Research Background to the Erinnerungsstätte Notaufnahmelager Marienfelde

Erinnerungsstätte Notaufnahmelager Marienfelde

Chloe Paver writes:

The Erinnerungsstätte Notaufnahmelager Marienfelde belongs to that category of museum which places a high value on the authentic site – the exact location where past events happened – even though its authentic site is not in the least convenient for today’s tourist.

The museum also belongs to a small group of sites that continue to fulfil their original purpose in the present day. My colleague Susanne Knittel has written interestingly about how the memorial at Schloss Grafeneck in Swabia shares its site with a home for the disabled, which is what the Schloss was both before and after the Nazis turned it into a killing institution in their ‘euthanasia’ programme. Anyone visiting the memorial to the victims of that programme is likely to meet some of the 100 residents with learning difficulties and mental health problems. Knittel has argued that this forces visitors to confront their own and society’s limitations in treating the mentally ill and disabled fairly and positively today. The site questions the comfortable assumption that democratic society is in all things the polar opposite of the Third Reich.

In the case of Marienfelde, the museum shares a building with a temporary housing centre for modern-day refugees. Unlike Grafeneck, the visitor is not especially likely to encounter any refugees, although the doors to the two institutions are only yards apart. On a sunny day you may well hear refugee children playing out in the courtyard. That evokes a sense of family life not normally found at a museum and momentarily unites past and present. This unscripted sound effect is also heard, much less congruously, at the main Stasi Museum in Berlin, where children in the courtyard were playing riotously with a paddling pool and hosepipe on my last visit. In that case, the authentic site was never likely to retain any remnant of its former use and the conversion of most of the Stasi office complex into homes works in a different way, to re-humanise the space.

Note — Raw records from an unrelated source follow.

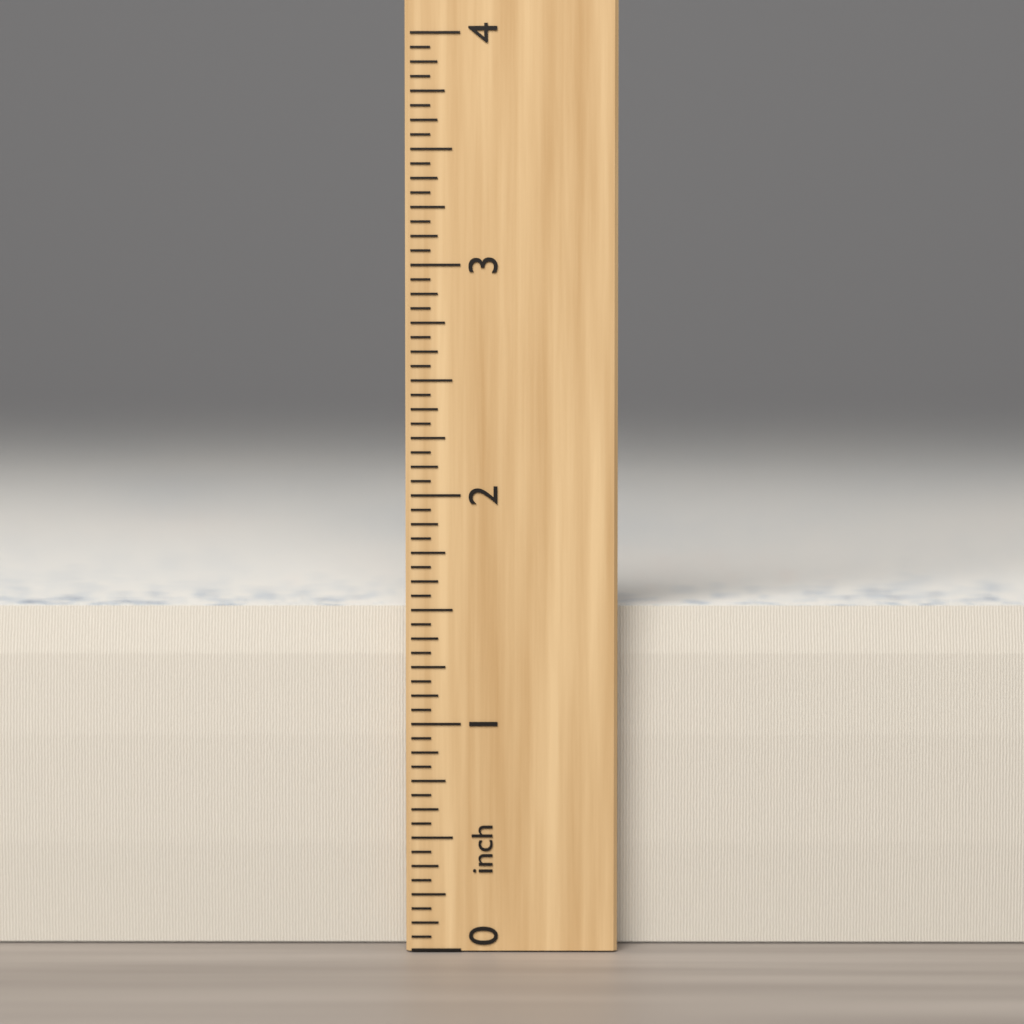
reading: 1.5000 inch
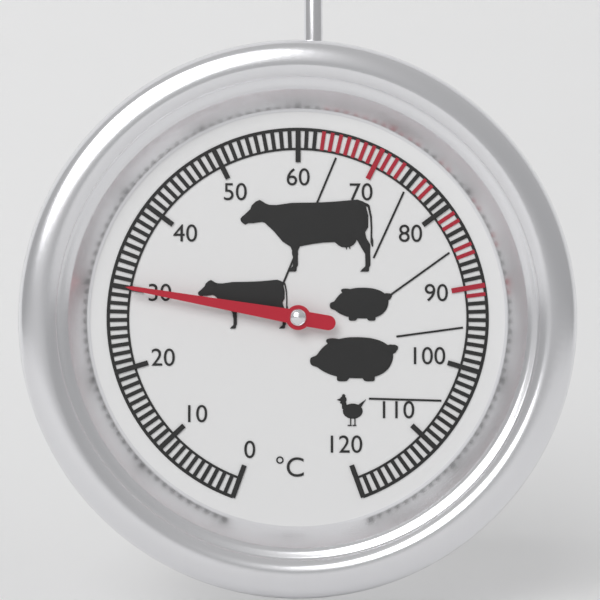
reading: 30 °C
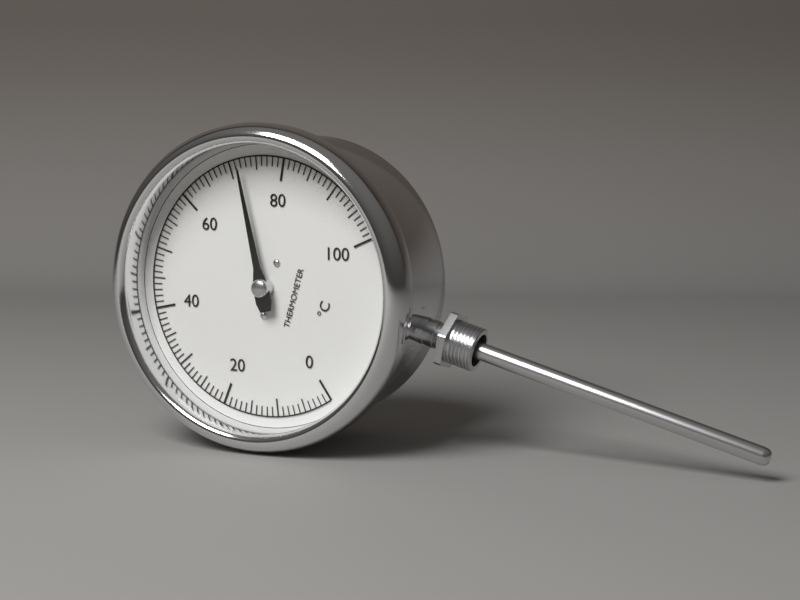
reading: 72 °C
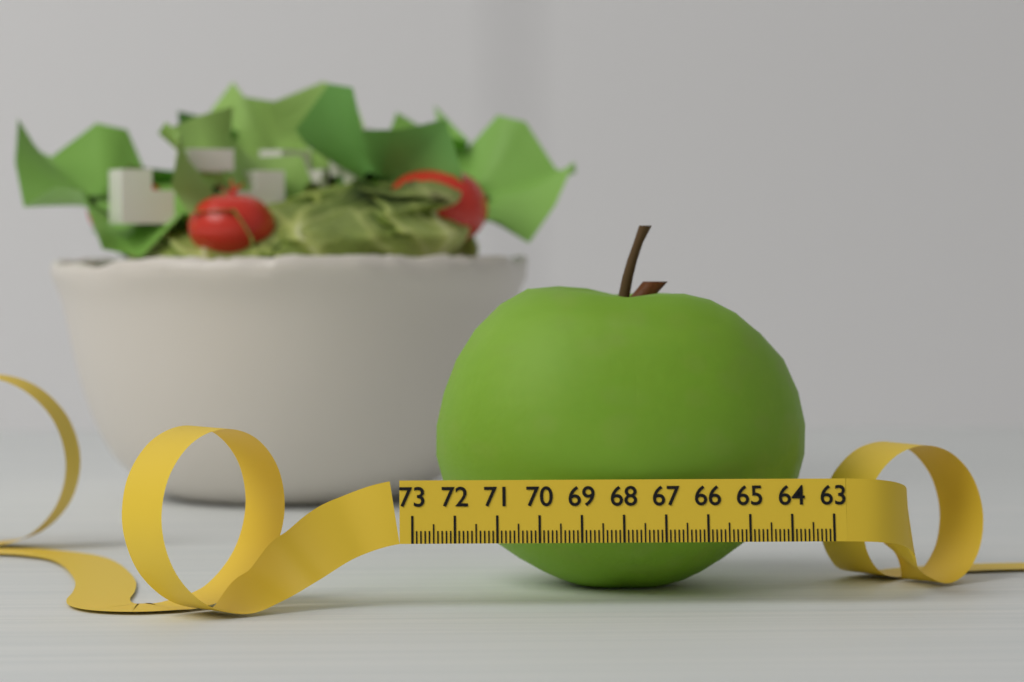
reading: 72.3 (no unit)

Even if real-life encounters with refugees are unlikely in Marienfelde, the museum has attempted to make a link between refugees from communism and those seeking refuge in Germany today. This is a live social issue for Germany because refugees and asylum seekers have repeatedly been the target of far-right violence while also being scapegoated by some on the parliamentary right.

As well as providing some general information on immigrants and asylum-seekers in Germany, the museum uses the final section, which shows how the living quarters looked in the 1950s, to integrate modern-day refugees into the story of the GDR refugees. Quotations from refugees are displayed on the walls. They alternate between statements made by refugees from the GDR and by 21st-century refugees from Chechnya, Syria, and Afghanistan. Today’s refugees do not simply express gratitude (which would leave the German visitor with a comforting picture of Germany’s hospitality), but also express similar sentiments to earlier refugees: that this is just a temporary home and they long to move on from it. That challenges the German visitor to envisage their integration.

From the point of view of my own research I am interested in the way in which this museum (like the Mahnmal St Nikolai in Hamburg) examines the emotions of the people who underwent these historical processes. The number of refugees from East German communism was far fewer than the number of those affected by bombing, so that escape from the GDR falls short of being a generational experience. Nevertheless, if one considers these refugees together with those who fled the Soviet army in 1944-45 and those who are still arriving, then refugee experiences affected large numbers of families and are woven into the psychological fabric of German society today.

In emotional terms, the museum sees no need to make a positive escape-to-freedom story out of the experiences of refugees from the GDR. Even if that is indeed the overarching life narrative for those who left a corrupt, repressive country to live in a democracy, the museum’s focus on the transitional period between the two worlds allows it to be honest about the negative emotions involved in leaving the certainty and stability of one life for the uncertainty of another, often losing social status in the process.

The museum recalls the particular difficulties for young people who made the journey to the West alone. They were often disappointed with what they found in the West and were treated with some suspicion in the press. Because they had been educated in the GDR, it was considered necessary to take charge of their education and holding centres were set up to prepare them for working life in the West. While allowing that some young people may have been naïve in their expectations of a consumerist paradise in the West, the museum also shows sympathy with their feeling that the government was making decisions on their behalf and subjecting them to unnecessary rules and regulations.

In one example, a young man who escaped in 1960 resented being sent to a youth holding centre in the Saarland. Here, something interesting gets lost in translation. Because British English uses ‘refugee camp’ only for makeshift, tented communities such as we see in Syria today, and ‘refugee centre’ for a built facility, an English-language version of this story can lose sight of the fact that these were all ‘Lager’ (camps) in German. The young man went from a ‘camp’ at Marienfelde to a work ‘camp’ in West Germany, and all this only 15 years after ‘camp’ had meant something much more threatening under National Socialism. In fact, the two main youth holding centres mentioned by the museum, Sandborstel and Westertimke, had been prisoner of war camps during the Second World War. Little wonder that life in government camps – even camps that helped people on their journey to freedom – left a bitter taste.

Germany is learning to be open about such irresolvable social tensions in its history museums, but this does not necessarily help express or defuse current-day tensions.